If the user is an OCE engineer, include everything. Use your judgment about what
to include based on who you think the user is.
Why this fails: “Simpler” and “everything” are undefined. “Use your judgment” creates non-deterministic behavior — each run will include/exclude different sections. There’s no way to verify which mode was selected or whether the right phases executed. The model must infer the user’s role rather than having it declared.
Pattern 4: $ARGUMENTS Variable Pattern
Prevalence: ~7% of skills (169 files) Related patterns: Configuration Persistence, Intent Classification
What it is: Using the platform-injected $ARGUMENTS placeholder to receive user input at invocation time, then parsing it for structured data, flags, and options.
When to use:
- When the skill accepts command-line-style arguments
- When you need flags to toggle behavior (e.g.,
--json,--force) - When the skill needs a target (URL, file path, identifier) passed inline
Positive Example
## Arguments
$ARGUMENTS
Parse the arguments.

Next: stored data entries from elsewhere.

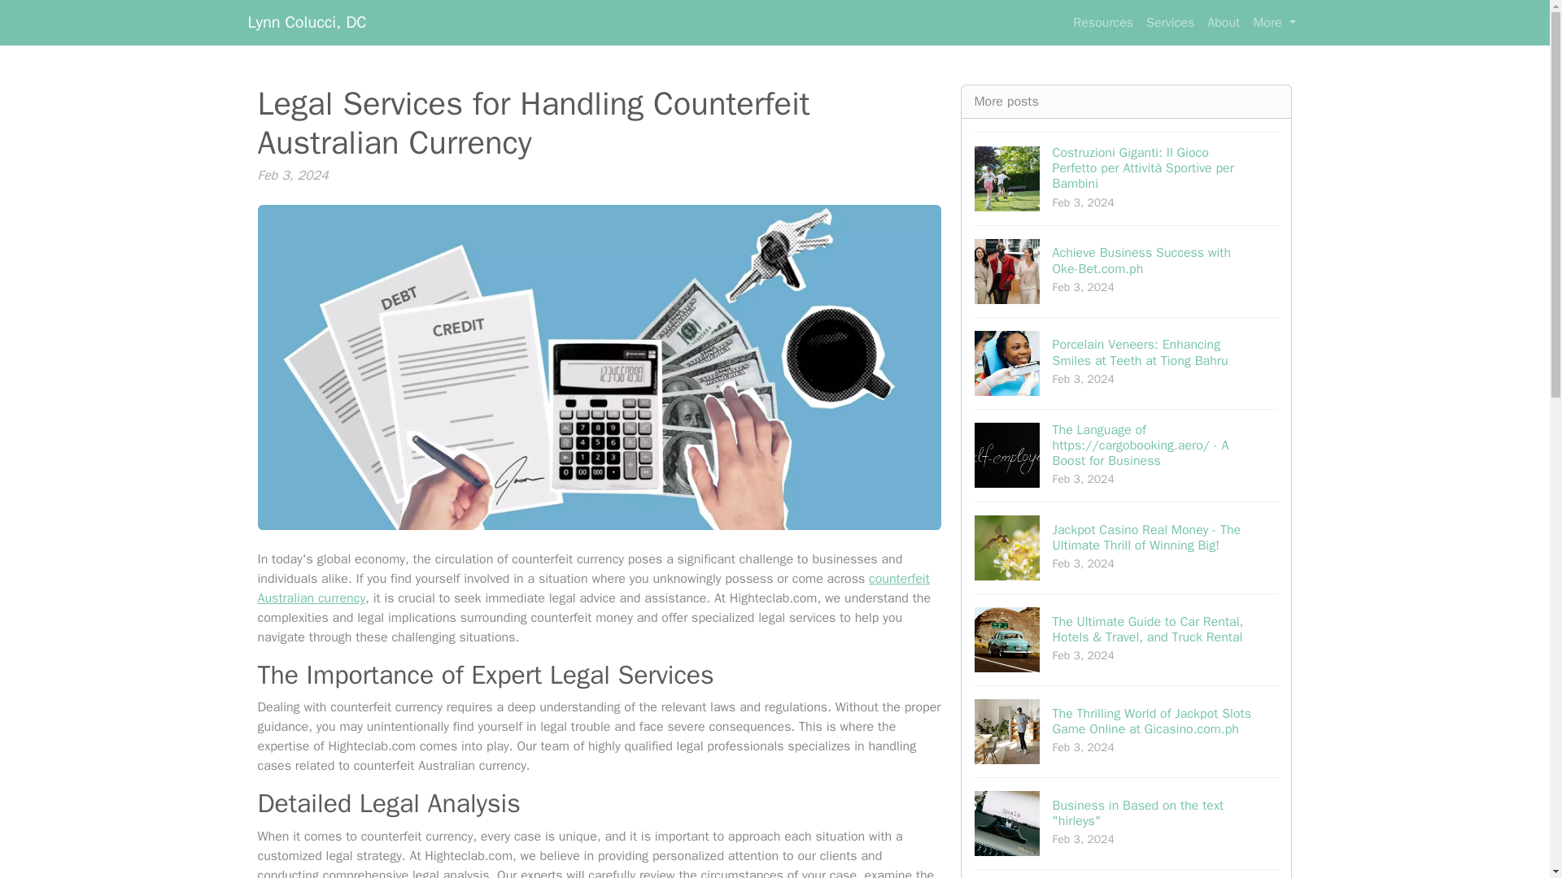 The height and width of the screenshot is (878, 1562). What do you see at coordinates (1274, 22) in the screenshot?
I see `More` at bounding box center [1274, 22].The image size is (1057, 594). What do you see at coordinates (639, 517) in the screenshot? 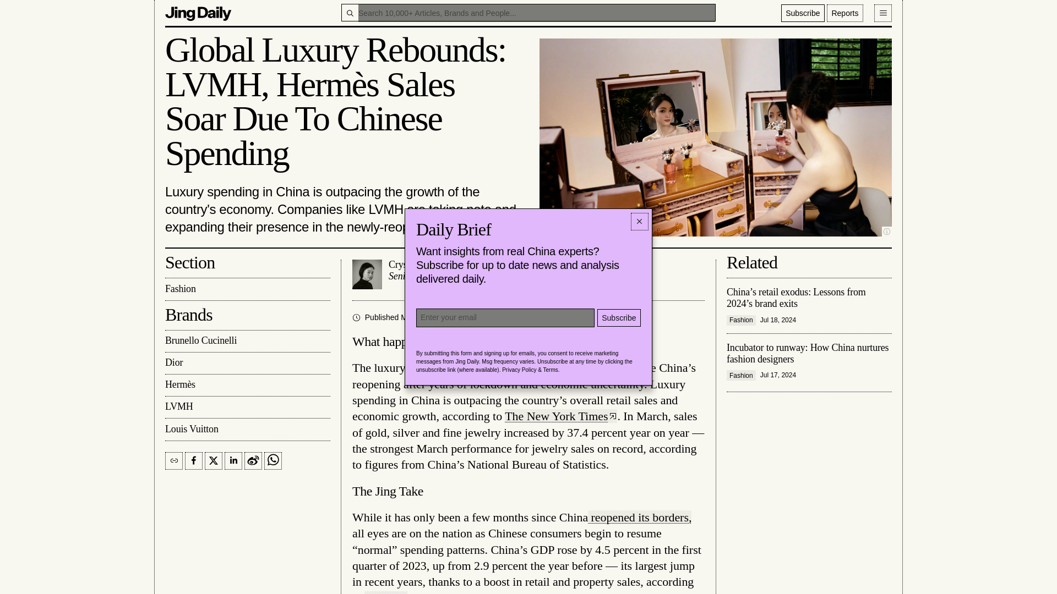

Also check for these flags:
- `--json` — generate structured JSON output (see Step 7.8)
- `--force` — force a full review, ignoring cache and skipping early returns
- `--api-only` — skip local repo detection, use ADO API for everything
Why this works: The flags are enumerated with exact names and clear effects. Each flag maps to a specific behavioral change referenced later in the skill (Step 7.8 for JSON output). The model knows exactly what to look for in the arguments string and what each flag means.
Negative Example
The user will provide some arguments. Parse them and figure out what they want.
Handle any options they might pass.
Why this fails: No flag names are defined, so the model invents its own argument syntax. “Figure out what they want” is an open-ended NLU task, not argument parsing. There’s no connection between parsed flags and skill behavior — even if the model parses correctly, it doesn’t know what to do with the results.